Justice Department consults businesses and other organizations on effect a new holiday would have

Jack Anawak leads Iqalummiut to Iqaluit Square on the first National Day for Truth and Reconciliation on Sept. 30, 2021. (File photo by David Lochead)

By Nunatsiaq News

Nunavut’s Justice Department is consulting businesses and other organizations on the National Day for Truth and Reconciliation, in a step towards making the day a statutory holiday in the territory.

The department is “looking to introduce new legislation” to make Sept. 30 an official holiday in Nunavut, according to a news release issued Tuesday.

It’s asking businesses and organizations if they would support truth and reconciliation day as a statutory holiday and what negative financial or other effects they might face as a result of adding a new holiday to the calendar.

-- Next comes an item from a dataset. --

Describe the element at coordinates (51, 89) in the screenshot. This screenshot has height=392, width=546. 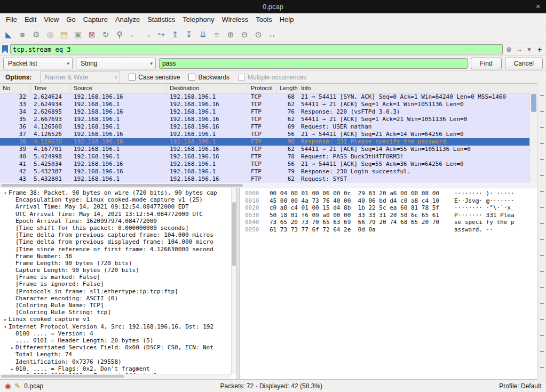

Last August, the federal government responded to a six-year-old call to action by the Truth and Reconciliation Commission of Canada and created the first-ever National Day for Truth and Reconciliation. Designating the day was meant to give people a day to remember the history of Canada’s residential schools program and to reflect on its legacy.

That move gave federal public service employees a paid holiday but left each province and territory to decide for itself whether the new day would be a paid holiday for other workers.

In September, Nunavut’s then-minister of human resources, David Akeeagok, said the government didn’t have enough time before Sept. 30 to make it a holiday for everyone.

Instead, only Nunavut government workers were given the day off.

Akeeagok said making a decision like that had to use Aajiqatigiinniq, which is making decisions with input from other stakeholders.

The deadline to send feedback on the Justice Department’s consultation is April 8.